How to Systematically Build More Realistic Mobile Agent Environments for Large‑Scale Training

PhoneWorld reconstructs mock Android apps from real‑world usage traces, creating scalable, resettable, and verifiable environments that let Mobile Agents train on realistic page structures, navigation paths, and state changes, and the paper shows substantial gains across four mobile benchmarks.

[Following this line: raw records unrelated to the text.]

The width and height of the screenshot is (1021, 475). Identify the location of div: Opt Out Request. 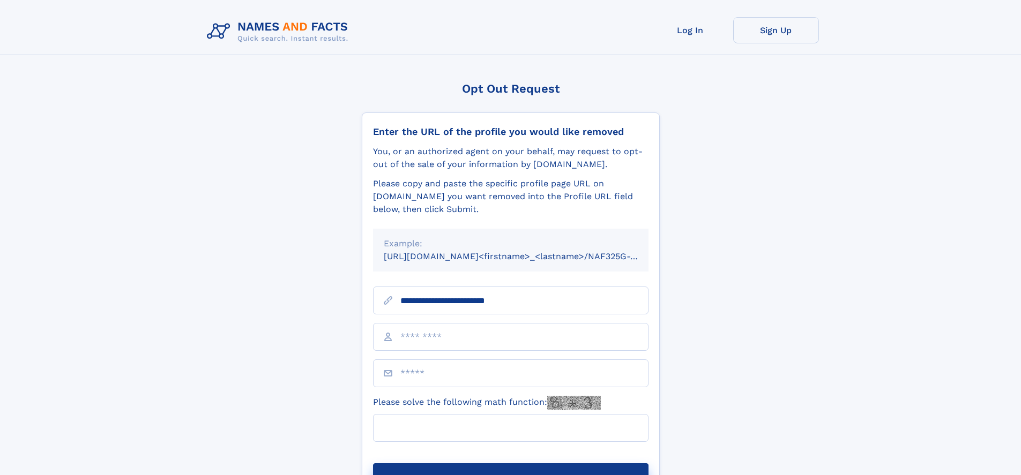
(511, 88).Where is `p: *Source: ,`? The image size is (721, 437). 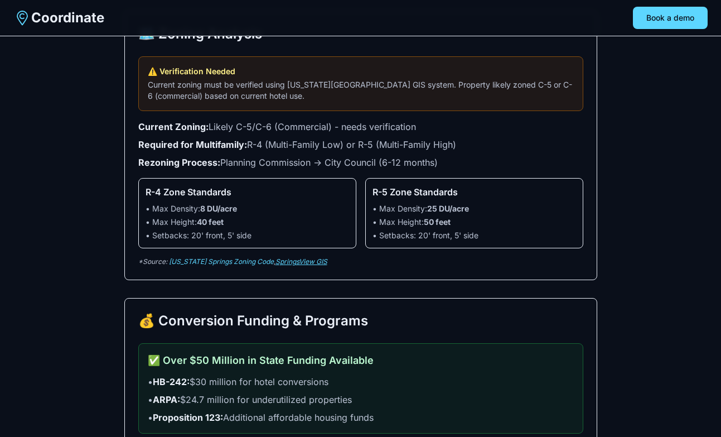 p: *Source: , is located at coordinates (361, 262).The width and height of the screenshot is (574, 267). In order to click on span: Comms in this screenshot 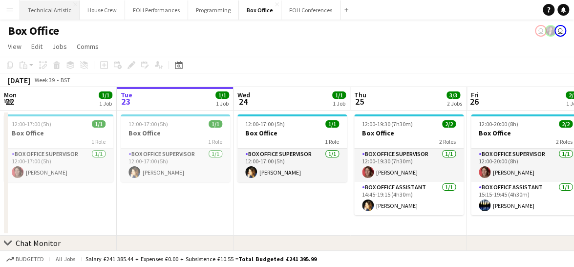, I will do `click(87, 46)`.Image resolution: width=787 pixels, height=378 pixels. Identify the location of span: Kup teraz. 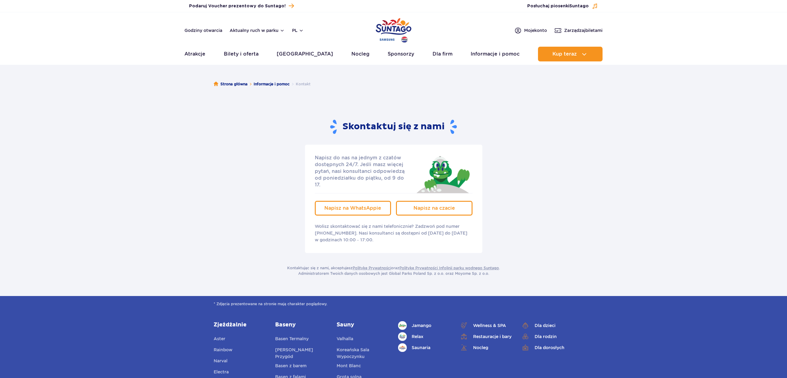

Machine Learning Algorithms & Natural Language Processing
Machine Learning Algorithms & Natural Language Processing
Machine Learning Algorithms & Natural Language Processing
How to Systematically Build More Realistic Mobile Agent Environments for Large‑Scale Training

Motivation

Mobile agents have progressed rapidly, but further scaling is limited not only by model capacity but also by the training environment, which determines data sources, executable actions, verifiable outcomes, and reproducibility.

Why real apps are unsuitable for large‑scale training

State is difficult to reset after actions such as adding to cart, sending messages, or changing settings; reproducing the same task requires costly restoration of data, cache, and account state.

Task completion cannot be automatically verified because internal app state is usually hidden, making it hard to confirm that a message was sent, an item was added to the cart, or a setting was changed.

Real apps introduce noisy, unstable factors—login requirements, risk controls, permission dialogs, ads, network variability, and version updates—that cause the same task to follow different execution paths over time.

PhoneWorld approach

PhoneWorld extracts the usage structure from screenshots and interaction traces of real apps and converts it into a mock Android app that is runnable, resettable, and verifiable.

Construction pipeline

Analyze real user trajectories to identify visited pages, navigation links, and state‑changing actions.

Generate page‑level product requirement documents (PRDs) and data schemas that serve as blueprints.

A coding agent automatically produces a Kotlin/Jetpack Compose project, which is compiled into an Android APK.

Mock app design

The mock app retains only the most frequently traversed core paths—home, search, detail, chat, and order screens—rather than reproducing the entire original app. For each key page, a structured PRD describes layout, interactive elements, navigation logic, and visual attributes, guiding the coding agent on appearance and behavior.

Controllable data layer

Read‑only portion (e.g., product listings, contacts, videos) supports browsing, search, and information queries.

Mutable portion (e.g., favorites, shopping cart, messages, comments, orders) records agent actions in a local database and can be reset after each episode.

Verification

Each mock app is installed on an emulator and subjected to automated tests that verify core flows run without errors, followed by human audits that compare page structures, interaction paths, and state changes with the real counterpart.

Experimental evaluation

Replacing a portion of the auxiliary AndroidWorld data with 10 K PhoneWorld steps yields consistent improvements across four benchmarks: HYMobileBench +17.7, AndroidControl +6.0, AndroidWorld +14.7, and PhoneWorld +52.5.

Scaling experiments show that increasing PhoneWorld supervision from 0 to 10 K, 20 K, and 36 K steps raises task success rates from 14.2 % to 64.2 %, 70.0 %, and 73.3 % respectively, demonstrating continuous benefit from more verifiable trajectories.

Increasing the number of distinct mock apps from 5 to 34 further boosts performance on all benchmarks, confirming that environment diversity yields additional gains.

When PhoneWorld data fully replaces the auxiliary AndroidWorld data, PhoneWorld’s own benchmark continues to improve, HYMobileBench and AndroidControl retain significant gains, while AndroidWorld performance drops, indicating that PhoneWorld data complements rather than outright replaces real‑app data.

Conclusion

PhoneWorld provides a middle‑ground solution: it extracts realistic usage structures from real apps, converts them into mock environments that are runnable, resettable, verifiable, and scalable, and empirically demonstrates substantial performance enhancements for Mobile Agents across multiple tasks.

PhoneWorld overview
PhoneWorld overview
Construction pipeline
Construction pipeline
Scaling results
Scaling results
Original Source

Signed-in readers can open the original source through BestHub's protected redirect.

Sign in to view source
Republication Notice

This article has been distilled and summarized from source material, then republished for learning and reference. If you believe it infringes your rights, please contactadmin@besthub.devand we will review it promptly.

AI trainingMobile Agentenvironment scalingmock Android appPhoneWorld
Machine Learning Algorithms & Natural Language Processing
Written by

Machine Learning Algorithms & Natural Language Processing

Focused on frontier AI technologies, empowering AI researchers' progress.

0 followers
Reader feedback

How this landed with the community

Sign in to like

Rate this article

Was this worth your time?

Sign in to rate
Discussion

0 Comments

Thoughtful readers leave field notes, pushback, and hard-won operational detail here.